Shuffling: stating the problem#

Our first algorithm will be the Fisher-Yates shuffle, which is also called the Knuth shuffle. Let’s start by stating our problem clearly:

A shuffle takes a sequence and rearranges the items in it randomly in place; each possibly arrangement has equal probability, i.e., the distribution of possible permutations is uniform.

There are a few surprising things here.

  1. We didn’t mention any particular data structure, just a “sequence” of “items”.

  2. We’re using randomness in an algorithm! Aren’t algorithms supposed to be finite and well-defined?

  3. Our correctness criterion—a uniform distribution—isn’t something you can directly observe.

Algorithms are abstract#

It’s common for algorithms to be very abstract. In fact, it’s an advantage! By giving a very general description of a problem statement or an algorithm, more people may see how their problem may relate.

Randomness is well-defined#

While our algorithm will use randomness, the steps themselves will be finite and well-defined in advance. Occasionally we’ll use randomness to make a decision, but the set of decisions we’ll be making is fixed in advance.

Correctness is hard#

Finally, knowing you got it right is the hardest part. Shuffling and other random algorithms are particularly challenging because randomness is a property of distributions not of values. We’ll have to work extra hard to convince ourselves we got it right. In the ideal case, we’d do a proof, either on paper or maybe even checked by the computer itself.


Your objective: Find where "Establish where <item>woman</item> is." appears in the records below, then return that line and every later line exactly, stopping only at the last line.

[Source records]
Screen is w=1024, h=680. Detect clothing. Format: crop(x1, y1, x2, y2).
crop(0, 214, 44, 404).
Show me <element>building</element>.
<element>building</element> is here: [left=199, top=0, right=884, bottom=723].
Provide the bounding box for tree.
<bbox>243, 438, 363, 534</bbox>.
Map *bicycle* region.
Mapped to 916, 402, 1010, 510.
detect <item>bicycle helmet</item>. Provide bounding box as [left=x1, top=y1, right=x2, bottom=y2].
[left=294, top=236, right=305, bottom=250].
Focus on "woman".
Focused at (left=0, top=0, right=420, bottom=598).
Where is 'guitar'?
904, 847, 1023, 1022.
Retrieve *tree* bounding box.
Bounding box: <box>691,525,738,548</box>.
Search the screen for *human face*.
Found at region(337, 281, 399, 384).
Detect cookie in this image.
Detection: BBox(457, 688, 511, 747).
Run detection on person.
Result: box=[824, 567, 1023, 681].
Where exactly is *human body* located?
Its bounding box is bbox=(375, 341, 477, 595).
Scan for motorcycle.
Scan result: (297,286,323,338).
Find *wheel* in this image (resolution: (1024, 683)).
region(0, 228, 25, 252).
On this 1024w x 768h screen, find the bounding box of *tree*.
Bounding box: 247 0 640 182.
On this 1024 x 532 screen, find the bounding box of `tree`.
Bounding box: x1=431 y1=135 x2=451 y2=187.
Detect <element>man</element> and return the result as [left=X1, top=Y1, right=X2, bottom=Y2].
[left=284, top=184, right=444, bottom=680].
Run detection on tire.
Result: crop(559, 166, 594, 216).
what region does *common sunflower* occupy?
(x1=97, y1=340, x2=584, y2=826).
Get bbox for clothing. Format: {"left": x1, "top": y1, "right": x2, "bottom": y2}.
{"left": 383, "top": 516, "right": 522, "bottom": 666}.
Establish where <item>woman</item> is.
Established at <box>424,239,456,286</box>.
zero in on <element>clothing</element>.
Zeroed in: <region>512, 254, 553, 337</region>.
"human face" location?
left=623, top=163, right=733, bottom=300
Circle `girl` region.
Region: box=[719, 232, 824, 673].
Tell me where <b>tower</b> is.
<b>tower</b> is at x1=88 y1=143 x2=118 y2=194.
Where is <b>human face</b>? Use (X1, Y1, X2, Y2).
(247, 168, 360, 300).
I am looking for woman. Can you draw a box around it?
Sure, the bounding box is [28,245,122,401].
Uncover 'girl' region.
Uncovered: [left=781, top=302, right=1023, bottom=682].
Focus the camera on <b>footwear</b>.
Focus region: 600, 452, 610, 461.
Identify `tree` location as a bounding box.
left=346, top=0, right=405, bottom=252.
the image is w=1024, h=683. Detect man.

Solved problem:
Establish where <item>woman</item> is.
Established at <box>424,239,456,286</box>.
zero in on <element>clothing</element>.
Zeroed in: <region>512, 254, 553, 337</region>.
"human face" location?
left=623, top=163, right=733, bottom=300
Circle `girl` region.
Region: box=[719, 232, 824, 673].
Tell me where <b>tower</b> is.
<b>tower</b> is at x1=88 y1=143 x2=118 y2=194.
Where is <b>human face</b>? Use (X1, Y1, X2, Y2).
(247, 168, 360, 300).
I am looking for woman. Can you draw a box around it?
Sure, the bounding box is [28,245,122,401].
Uncover 'girl' region.
Uncovered: [left=781, top=302, right=1023, bottom=682].
Focus the camera on <b>footwear</b>.
Focus region: 600, 452, 610, 461.
Identify `tree` location as a bounding box.
left=346, top=0, right=405, bottom=252.
the image is w=1024, h=683. Detect man.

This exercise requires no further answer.